At a glance:
Research in mice shows that inflammatory molecules influence mood and behavior by acting on specific brain regions.
The findings help explain why some people experience lasting mood changes after infections or autoimmune disease flare-ups.
The research could lead to new therapies for anxiety disorders and autism spectrum disorders.
Physicians have long observed a mystifying phenomenon: After a bout of infection or an autoimmune disease flare-up, some people experience prolonged mood swings, emotional dysregulation, and changes in behavior. But the precise connection between inflammation, mood, and behavior has remained elusive.
Now, two new studies from Harvard Medical School and Massachusetts Institute of Technology, published April 7 in Cell, detail the steps of an intricate brain-immune crosstalk that accounts for this long-known but poorly understood observation.
The work, conducted in mice and funded in part by the National Institutes of Health, pinpoints the molecular roots of the phenomenon and shows how immune molecules called cytokines influence brain activity.
Scientists already knew that cytokines affect emotions and brain function, but how and where in the brain this occurs has thus far remained unclear. The new research maps a network of cytokine signals that interact with specific brain cells to regulate mood, anxiety, and social behavior.
If confirmed in further studies in animals and people, these findings could lead to new therapies for autism and anxiety disorders. These treatments would work indirectly by altering immune chemicals to calm the immune system rather than by acting directly on the brain like traditional psychiatric drugs do. Those drugs must cross the protective blood-brain barrier to change brain chemistry directly, while the new approaches could work by adjusting immune signals from outside the brain.
Authorship, funding, disclosures
Additional authors on the two studies included Byeongjun Lee, Jeong-Tae Kwon, Yire Jeong, Hannah Caris, Dongsun Oh, Mengyang Feng, Irene Davila Mejia, Xiaoying Zhang, Tomoe Ishikawa, Brianna R. Watson, Jeffrey R. Moffitt, Kwanghun Chung, Yunjin Lee, Hyeseung Lee, Changhyeon Ryu, Minjin Kim, Guangqing Lu, Yujin Hong, Hyeyoon Shin, Sylvain Meloche, Richard M. Locksley, Ekaterina Koltsova, Sergei I. Grivennikov, and Myriam Heiman.
The two studies were supported by NIH grants 5P30EY012196, R01-MH115037, R01-MH119459, R01-CA227629, and R01-CA218133; the Jeongho Kim and the Brain Impact Foundation Neuro-Immune Fund; Young Soo Perry and Karen Ha; the Simons Center for the Social Brain; the Simons Foundation Autism Research Initiative; The Marcus Foundation; N of One: Autism Research Foundation; the Burroughs Wellcome Fund; a Simons Center for the Social Brain Postdoctoral Fellowship; a JSPS Overseas Research Fellowship; a Yamada Science Foundation Overseas Research Fellowship; a Harvard Brain Science Initiative Postdoc Pioneers Grant; Barbara Picower; the Freedom Together Foundation; The Picower Institute for Learning and Memory; and the MIT John W. Jarve (1978) Seed Fund for Science Innovation.
Huh and Choi consult for CJ CheilJedang and Interon Laboratories. Huh is an advisor on the Samsung Bio Advisory Board.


Task description:
The entries below are to be returned as written, with all pictures dropped.

[Saved data entries]
------------------------------

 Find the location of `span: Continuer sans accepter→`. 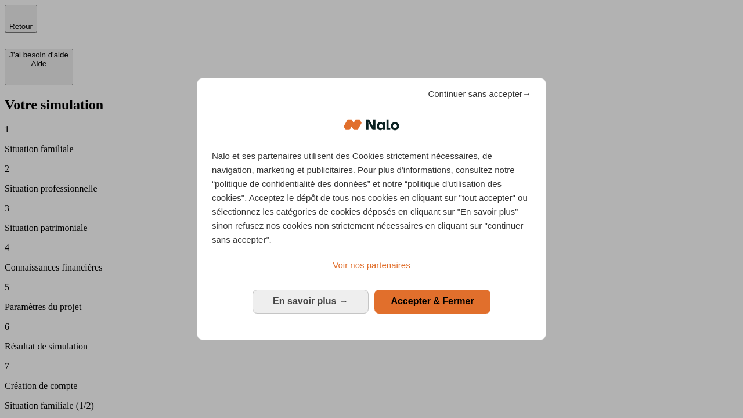

span: Continuer sans accepter→ is located at coordinates (480, 94).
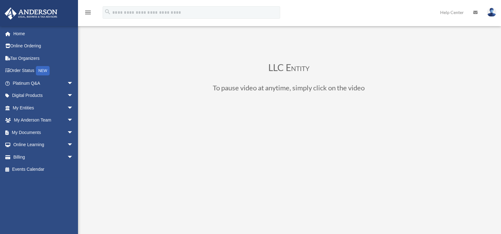 Image resolution: width=501 pixels, height=234 pixels. What do you see at coordinates (43, 46) in the screenshot?
I see `a: Online Ordering` at bounding box center [43, 46].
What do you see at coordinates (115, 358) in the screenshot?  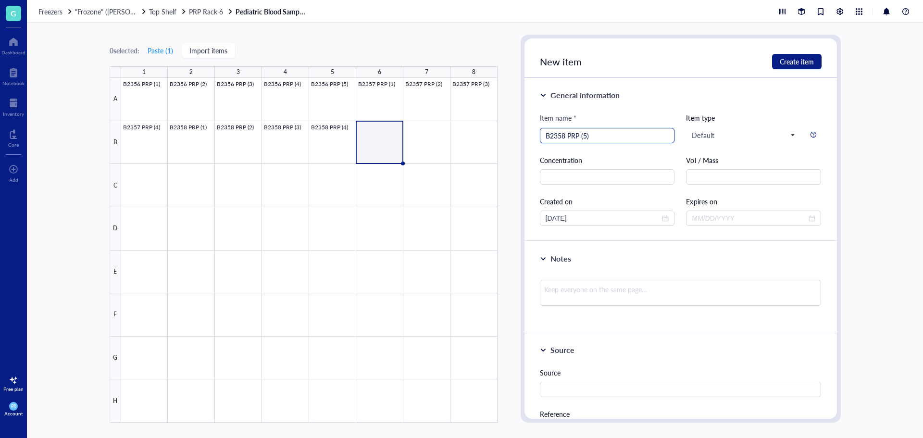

------------------------------

Solved problem:
 Find the location of `span: Continuer sans accepter→`. 

span: Continuer sans accepter→ is located at coordinates (480, 94).
 Image resolution: width=501 pixels, height=234 pixels. What do you see at coordinates (43, 46) in the screenshot?
I see `a: Online Ordering` at bounding box center [43, 46].
What do you see at coordinates (115, 358) in the screenshot?  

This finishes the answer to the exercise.